Is an app that pays a few cents to click ads a "commercial environment" ?

Hello everyone. I just recently got my phone flagged for "commercial usage" while my home pc account it was being used to connect to is still unflagged. Before I go through all the hassle of trying to claim it was not commercial usage I wanted to ask about whether an app (that claims to pay users a few centers a minute to listen to music but requires ad clicks and survey clicks) being on the same phone as TV is enough to warrant it being listed as commercial environment.

I can only guess that this is why my phone got flagged as nothing else I do can be even remotely flagged as commercial. I only ever use TV on my phone to connect to my home pc computer and read fanfiction while lying in bed. I do this because my phone's browser function stopped working so I was using TV as a workaround.

Then suddenly today (without any change in how I was using TV) I saw a message about commercial use suspected and would shut down after 5 minutes. I shut it down then shut down my music app "Current" and tried to restart TV only now it says the free license is suspended. I suspect this app has to be the root cause for the license issue since I only started using Current semi recently and had not been using TV lately so it might have been the first occasion I used both apps at same time.

So here is my question to the TV community and anyone official with the company. There are a lot of apps now such as Current, ibotta, cash em, etc. which pay users a few cents in virtual currency (which can then after enough points are saved up be in turn redeemed in gift cards) while watch ads or do surveys or whatever. Do these apps count as a commercial environment for the license since technically you are getting gift cards for using them?

If answer is yes then I will accept that and not fight this flagging. But if answer is no then why did I get flagged like this?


▶ **Exercise aim**
Print, exactly as they stand, the lines below from the one that has "The image size" to the one that has "Task: Click on the img: Main button", inclusive, leaving out the pictures.
====
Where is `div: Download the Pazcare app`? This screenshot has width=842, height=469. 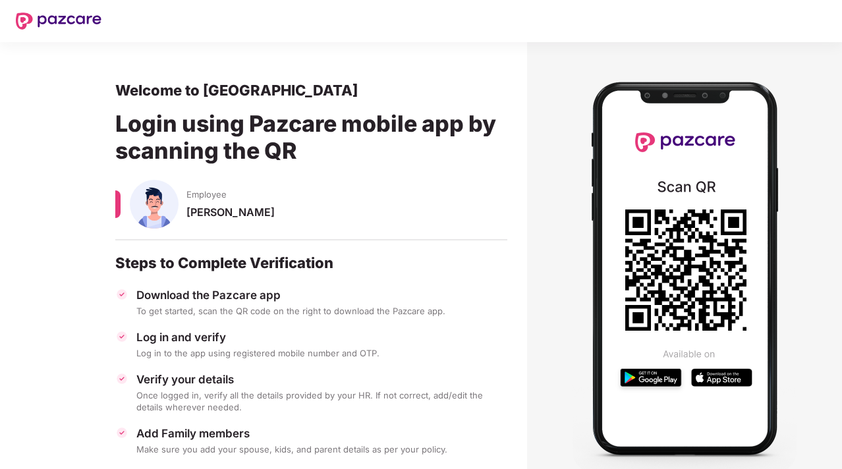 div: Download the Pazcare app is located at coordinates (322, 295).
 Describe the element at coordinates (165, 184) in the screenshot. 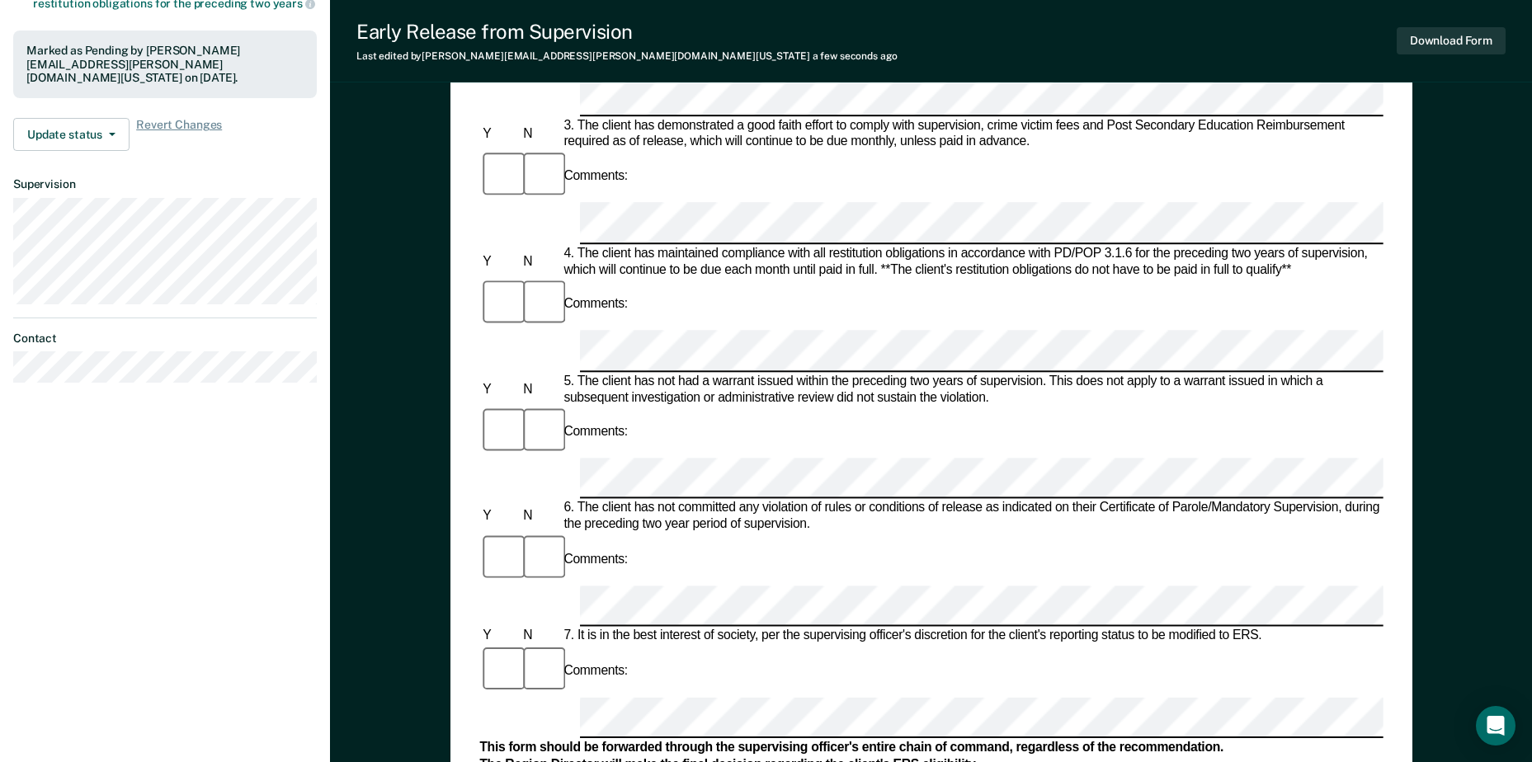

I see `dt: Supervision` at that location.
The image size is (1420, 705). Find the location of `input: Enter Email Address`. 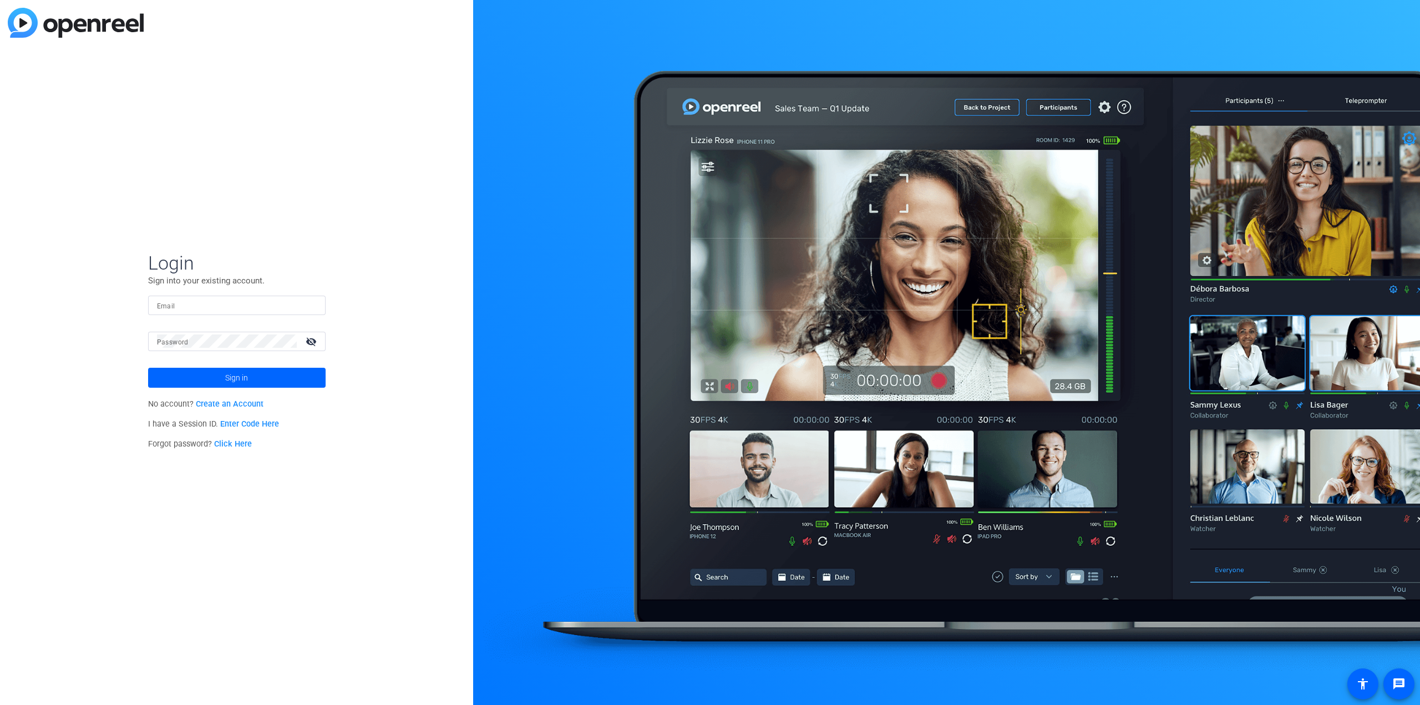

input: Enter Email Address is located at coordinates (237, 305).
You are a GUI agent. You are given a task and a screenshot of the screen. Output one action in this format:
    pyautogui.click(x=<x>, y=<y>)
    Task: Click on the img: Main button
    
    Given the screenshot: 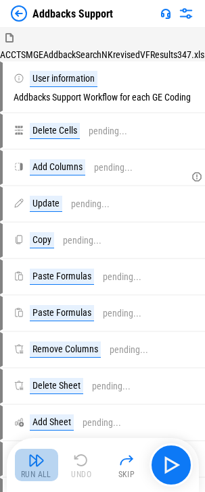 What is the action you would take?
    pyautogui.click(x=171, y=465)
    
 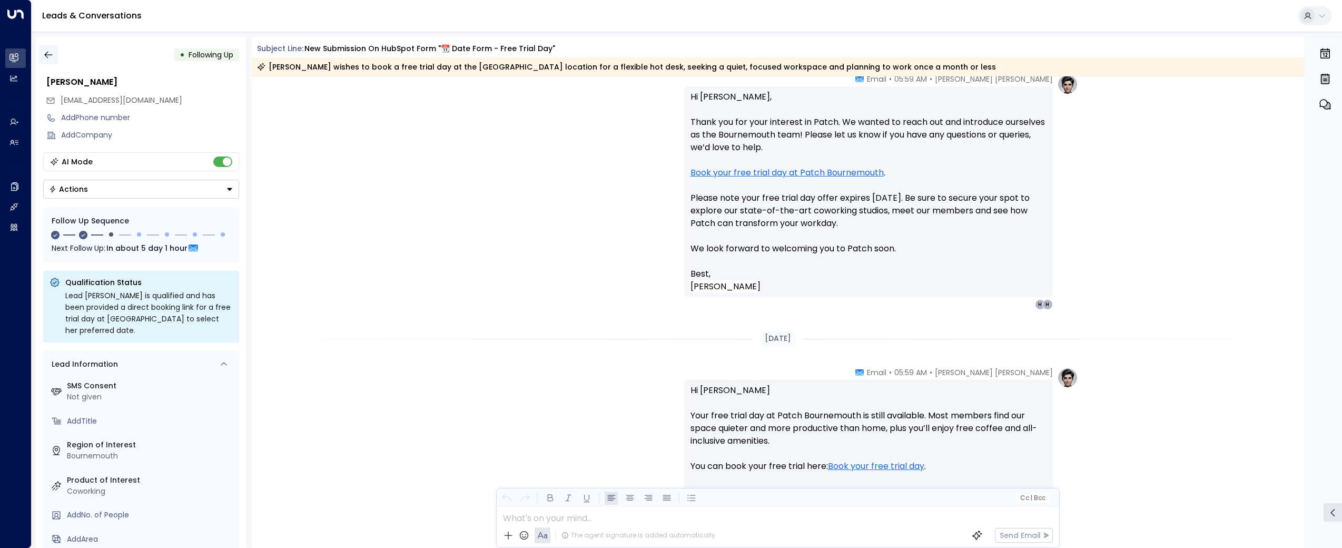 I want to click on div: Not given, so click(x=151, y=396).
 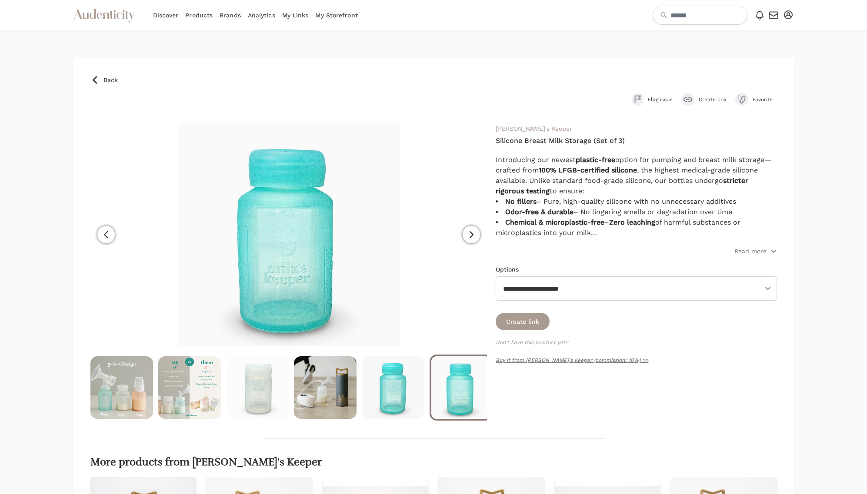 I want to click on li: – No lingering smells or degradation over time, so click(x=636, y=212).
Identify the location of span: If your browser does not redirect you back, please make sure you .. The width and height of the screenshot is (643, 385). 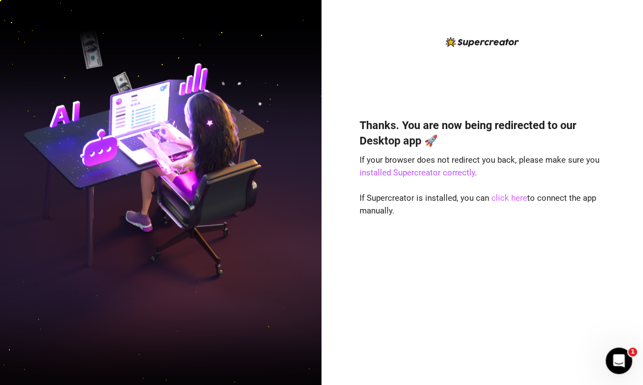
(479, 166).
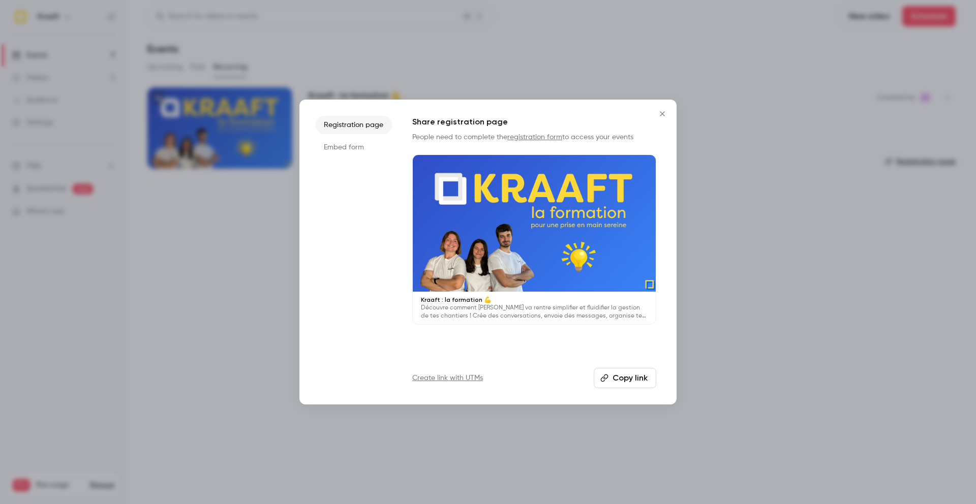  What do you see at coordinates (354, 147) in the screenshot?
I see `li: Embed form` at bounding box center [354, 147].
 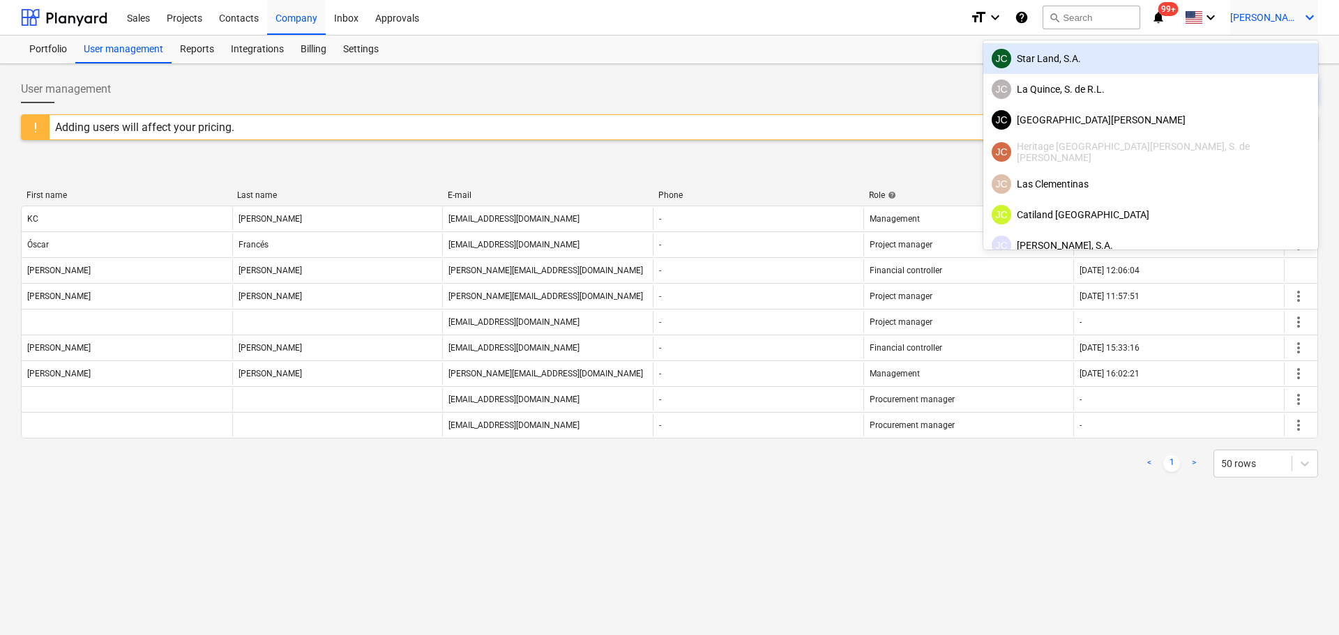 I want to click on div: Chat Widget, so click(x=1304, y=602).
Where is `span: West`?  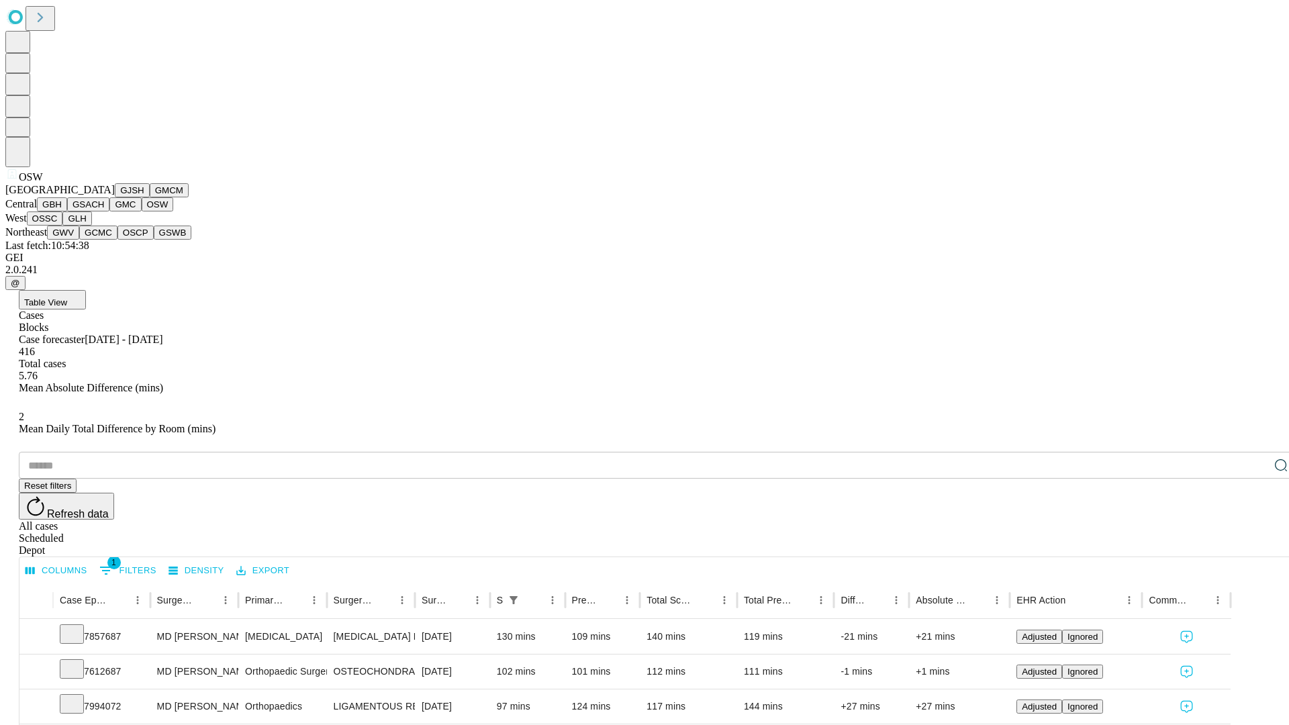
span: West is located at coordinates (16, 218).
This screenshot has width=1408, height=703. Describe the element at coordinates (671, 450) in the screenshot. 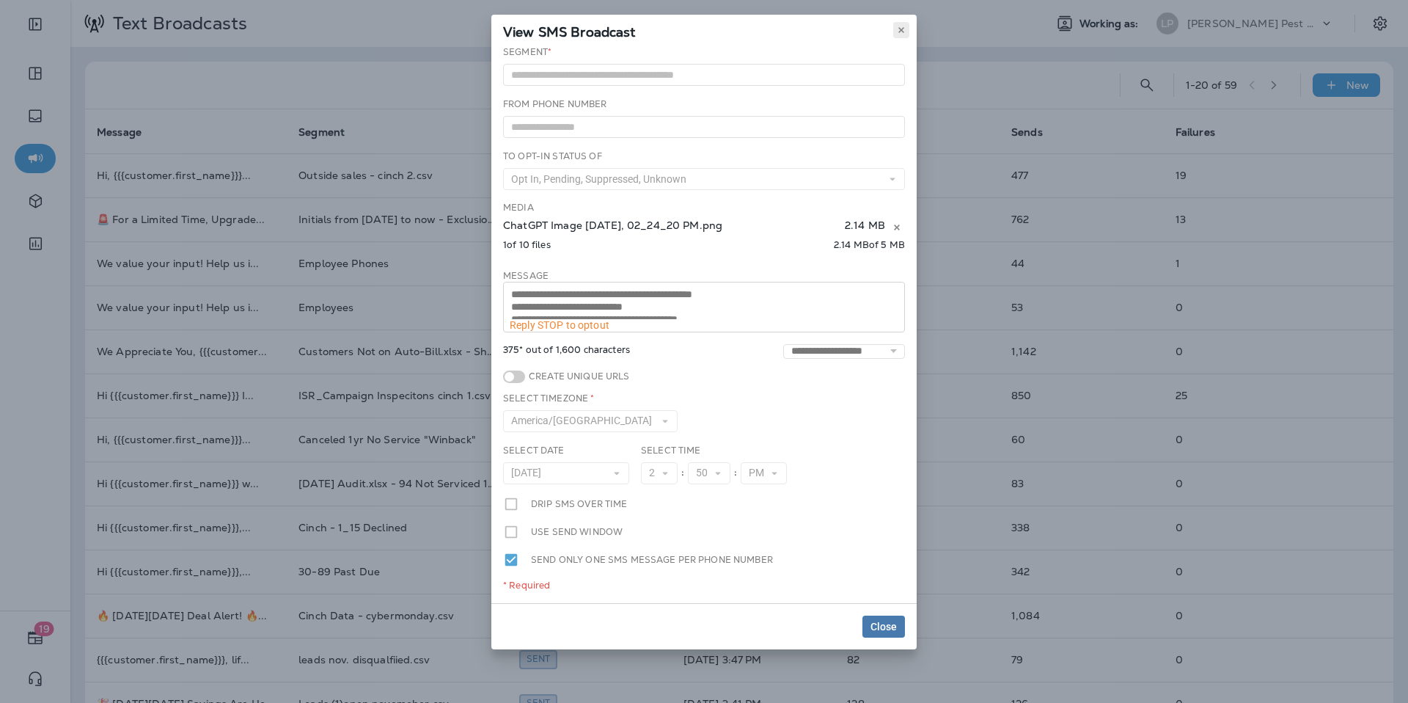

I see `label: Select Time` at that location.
====
▶ **Answer box**
The image size is (1420, 705). Find the location of `input: Enter Email Address`. 

input: Enter Email Address is located at coordinates (237, 305).
You are a GUI agent. You are given a task and a screenshot of the screen. Output one action in this format:
    pyautogui.click(x=<x>, y=<y>)
    Task: Click on the img: Main button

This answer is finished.